Commentary

An Answer To Brand Safety...Sort Of

Later today, premium "content-style" ad platform Adblade will announce that they have achieved a safety score of 192 (out of 200), as scored by Ad Science's AdSafe Index. As a premium ad platform - one that works exclusively with quality publishers - it makes sense that they would score well. But not every platform or advertiser works exclusively with premium publishers, nor can they. 

Ash Nashed, CEO of Adblade, told RTM Daily that safety has been a priority for the ad platform. "We only work with quality publishers," he said. Among those publishers are NY Daily News, United Press International, Fox News, Hearst Broadcast, and others. That approach has led to what Adblade claims is the highest safety score ever given to an ad platform. However, to me, safety doesn't seem all that difficult to achieve when operating in a sea of premium inventory.

Adblade uses the word "content-style" to describe themselves, so I asked Nashed to clarify what that meant. When he first described it, "content-style" sounded an awful lot like "native" (as if we need more words that have the same meaning). However, Nashed had a good point that made me believe that not all blended advertising is created equal.

To him, "native" simply means that a publisher is "creating content on their site, in their skin, for an advertiser." Basically, if it starts on the publisher side, it's native. "Content-style" is the other way around - it originates with the advertiser.

He said that partnering with premium publishers eliminates much of the "cat and mouse game" of fighting abnormal behavior. But what about everyone else - those that are on open marketers?

"It's really hard to get quality inventory (with RTB). Getting quality inventory at scale in a consistent manner is near impossible (with RTB). By nature, it's typically remnant. Today, [you] might get great inventory. Tomorrow…you don't know," he said.

I asked Nashed to give some safety advice to those on the RTB market as a whole, because simply "partnering with premium publishers" is not a suitable option for everyone. He said that part of the problem is that "there's a lot of money being made on bad quality inventory right now," (by the publishers). Additionally, he argued that when premium inventory is on an open exchange, some campaigns end up getting carried along by that inventory, masking other issues.

Nashed's ultimate first-step advice is exactly what you'd expect it to be from a premium ad platform provider: separate premium inventory from remnant on the exchanges. I find that to only sort of be an answer. In order to do that, wouldn't the industry need a definition of "premium" that was universally accepted?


#### Required work:
Where does the string "with" appear in the records? Copy every line that contains it.

[Records drawn from a dataset]
********

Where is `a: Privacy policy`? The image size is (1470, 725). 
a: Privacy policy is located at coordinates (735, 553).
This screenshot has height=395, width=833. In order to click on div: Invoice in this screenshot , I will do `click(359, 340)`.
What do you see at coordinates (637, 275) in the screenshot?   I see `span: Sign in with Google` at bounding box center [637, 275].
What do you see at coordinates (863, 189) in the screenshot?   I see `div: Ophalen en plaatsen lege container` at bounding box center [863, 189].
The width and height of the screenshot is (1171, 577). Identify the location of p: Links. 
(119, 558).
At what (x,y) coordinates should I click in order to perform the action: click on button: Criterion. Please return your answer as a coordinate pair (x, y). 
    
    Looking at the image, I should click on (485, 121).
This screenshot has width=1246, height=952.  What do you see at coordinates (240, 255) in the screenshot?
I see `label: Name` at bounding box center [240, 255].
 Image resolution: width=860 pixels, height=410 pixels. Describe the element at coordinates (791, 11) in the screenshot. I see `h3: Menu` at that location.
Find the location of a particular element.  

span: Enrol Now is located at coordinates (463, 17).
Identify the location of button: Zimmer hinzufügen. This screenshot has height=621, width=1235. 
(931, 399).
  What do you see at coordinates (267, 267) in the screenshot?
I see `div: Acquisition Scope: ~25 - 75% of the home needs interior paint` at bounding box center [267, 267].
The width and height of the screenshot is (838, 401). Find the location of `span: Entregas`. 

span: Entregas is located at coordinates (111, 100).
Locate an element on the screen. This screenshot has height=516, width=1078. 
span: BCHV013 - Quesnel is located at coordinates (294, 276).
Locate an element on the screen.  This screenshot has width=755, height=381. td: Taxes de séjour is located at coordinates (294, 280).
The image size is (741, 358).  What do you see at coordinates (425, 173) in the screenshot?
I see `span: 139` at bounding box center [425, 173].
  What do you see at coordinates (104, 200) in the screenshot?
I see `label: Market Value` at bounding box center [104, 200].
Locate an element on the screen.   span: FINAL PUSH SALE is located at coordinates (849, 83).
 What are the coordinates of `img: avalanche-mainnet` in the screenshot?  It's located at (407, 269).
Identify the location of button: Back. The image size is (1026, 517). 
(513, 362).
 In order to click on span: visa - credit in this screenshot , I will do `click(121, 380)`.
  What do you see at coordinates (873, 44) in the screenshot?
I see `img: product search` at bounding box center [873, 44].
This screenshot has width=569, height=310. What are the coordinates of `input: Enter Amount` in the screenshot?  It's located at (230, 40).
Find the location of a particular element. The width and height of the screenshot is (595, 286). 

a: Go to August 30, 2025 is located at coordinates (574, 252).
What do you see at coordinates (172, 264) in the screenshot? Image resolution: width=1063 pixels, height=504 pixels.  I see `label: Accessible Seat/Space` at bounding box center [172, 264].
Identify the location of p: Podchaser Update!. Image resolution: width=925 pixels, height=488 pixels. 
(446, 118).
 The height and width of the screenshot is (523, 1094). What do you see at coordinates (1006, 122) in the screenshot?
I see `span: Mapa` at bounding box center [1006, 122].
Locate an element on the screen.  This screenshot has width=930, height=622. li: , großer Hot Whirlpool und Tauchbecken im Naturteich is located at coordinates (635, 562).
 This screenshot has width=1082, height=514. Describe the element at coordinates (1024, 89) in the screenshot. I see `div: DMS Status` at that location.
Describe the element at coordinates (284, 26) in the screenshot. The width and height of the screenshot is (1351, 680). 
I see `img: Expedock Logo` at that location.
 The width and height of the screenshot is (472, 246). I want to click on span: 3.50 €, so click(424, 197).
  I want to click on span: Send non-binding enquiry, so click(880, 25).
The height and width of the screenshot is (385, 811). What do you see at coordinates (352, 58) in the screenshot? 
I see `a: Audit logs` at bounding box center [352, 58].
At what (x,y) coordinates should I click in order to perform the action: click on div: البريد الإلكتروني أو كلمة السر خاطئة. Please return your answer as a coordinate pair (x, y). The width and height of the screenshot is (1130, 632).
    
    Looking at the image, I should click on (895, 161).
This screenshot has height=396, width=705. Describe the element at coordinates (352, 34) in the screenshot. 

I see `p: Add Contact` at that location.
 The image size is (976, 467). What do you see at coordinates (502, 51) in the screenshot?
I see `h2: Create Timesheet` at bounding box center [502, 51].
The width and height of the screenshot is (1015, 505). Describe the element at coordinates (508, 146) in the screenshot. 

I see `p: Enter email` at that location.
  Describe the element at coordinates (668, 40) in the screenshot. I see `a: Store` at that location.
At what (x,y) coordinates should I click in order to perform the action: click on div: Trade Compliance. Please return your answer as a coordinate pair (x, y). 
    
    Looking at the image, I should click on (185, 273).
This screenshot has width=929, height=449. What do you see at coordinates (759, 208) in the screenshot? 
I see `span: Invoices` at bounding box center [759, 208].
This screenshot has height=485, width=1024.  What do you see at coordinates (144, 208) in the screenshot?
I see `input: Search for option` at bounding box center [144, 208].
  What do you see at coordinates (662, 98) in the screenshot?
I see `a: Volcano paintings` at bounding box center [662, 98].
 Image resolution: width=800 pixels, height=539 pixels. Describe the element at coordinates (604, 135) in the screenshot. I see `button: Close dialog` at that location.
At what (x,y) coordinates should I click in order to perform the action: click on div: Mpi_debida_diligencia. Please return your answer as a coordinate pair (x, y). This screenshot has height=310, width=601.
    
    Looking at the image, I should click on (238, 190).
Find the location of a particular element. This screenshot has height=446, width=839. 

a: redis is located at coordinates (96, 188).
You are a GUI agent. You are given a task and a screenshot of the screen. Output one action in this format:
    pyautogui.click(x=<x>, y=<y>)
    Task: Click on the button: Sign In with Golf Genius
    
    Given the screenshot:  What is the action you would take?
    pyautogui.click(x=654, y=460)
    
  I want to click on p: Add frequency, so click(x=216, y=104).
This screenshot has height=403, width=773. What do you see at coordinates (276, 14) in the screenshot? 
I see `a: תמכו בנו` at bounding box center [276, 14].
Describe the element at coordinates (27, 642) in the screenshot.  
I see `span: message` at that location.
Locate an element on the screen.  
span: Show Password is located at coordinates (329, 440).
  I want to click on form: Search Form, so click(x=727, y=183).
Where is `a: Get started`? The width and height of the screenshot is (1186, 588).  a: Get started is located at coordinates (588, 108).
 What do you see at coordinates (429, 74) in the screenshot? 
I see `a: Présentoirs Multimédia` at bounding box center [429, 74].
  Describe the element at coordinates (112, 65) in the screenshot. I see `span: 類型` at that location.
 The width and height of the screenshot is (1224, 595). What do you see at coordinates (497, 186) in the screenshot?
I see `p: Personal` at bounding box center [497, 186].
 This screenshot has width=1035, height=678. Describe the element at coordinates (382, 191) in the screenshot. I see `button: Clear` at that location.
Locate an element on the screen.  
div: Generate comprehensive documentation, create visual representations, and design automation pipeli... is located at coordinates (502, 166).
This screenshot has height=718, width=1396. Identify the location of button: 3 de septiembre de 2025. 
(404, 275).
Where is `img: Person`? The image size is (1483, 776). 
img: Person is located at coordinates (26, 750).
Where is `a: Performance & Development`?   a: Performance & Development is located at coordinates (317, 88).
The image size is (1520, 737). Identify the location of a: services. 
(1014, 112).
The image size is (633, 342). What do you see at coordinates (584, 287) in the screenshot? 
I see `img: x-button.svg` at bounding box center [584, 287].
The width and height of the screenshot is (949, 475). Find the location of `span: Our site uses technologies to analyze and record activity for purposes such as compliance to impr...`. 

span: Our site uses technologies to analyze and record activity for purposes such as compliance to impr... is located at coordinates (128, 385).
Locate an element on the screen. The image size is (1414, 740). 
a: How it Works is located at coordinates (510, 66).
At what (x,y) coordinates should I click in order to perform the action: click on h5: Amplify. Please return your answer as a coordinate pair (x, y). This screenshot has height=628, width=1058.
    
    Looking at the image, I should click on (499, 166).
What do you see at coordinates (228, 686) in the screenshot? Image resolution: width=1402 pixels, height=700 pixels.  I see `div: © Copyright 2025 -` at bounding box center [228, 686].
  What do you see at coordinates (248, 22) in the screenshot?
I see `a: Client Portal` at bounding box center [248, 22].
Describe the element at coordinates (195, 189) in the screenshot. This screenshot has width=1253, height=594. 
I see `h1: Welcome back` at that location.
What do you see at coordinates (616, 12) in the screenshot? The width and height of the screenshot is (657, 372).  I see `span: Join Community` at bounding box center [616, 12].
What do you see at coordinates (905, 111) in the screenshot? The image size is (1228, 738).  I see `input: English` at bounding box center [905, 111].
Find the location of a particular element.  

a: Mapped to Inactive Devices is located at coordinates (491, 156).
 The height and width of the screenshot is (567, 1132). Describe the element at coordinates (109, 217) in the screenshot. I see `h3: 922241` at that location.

********

#### Answer space:
What do you see at coordinates (637, 275) in the screenshot?   I see `span: Sign in with Google` at bounding box center [637, 275].
    Task: Click on the button: Sign In with Golf Genius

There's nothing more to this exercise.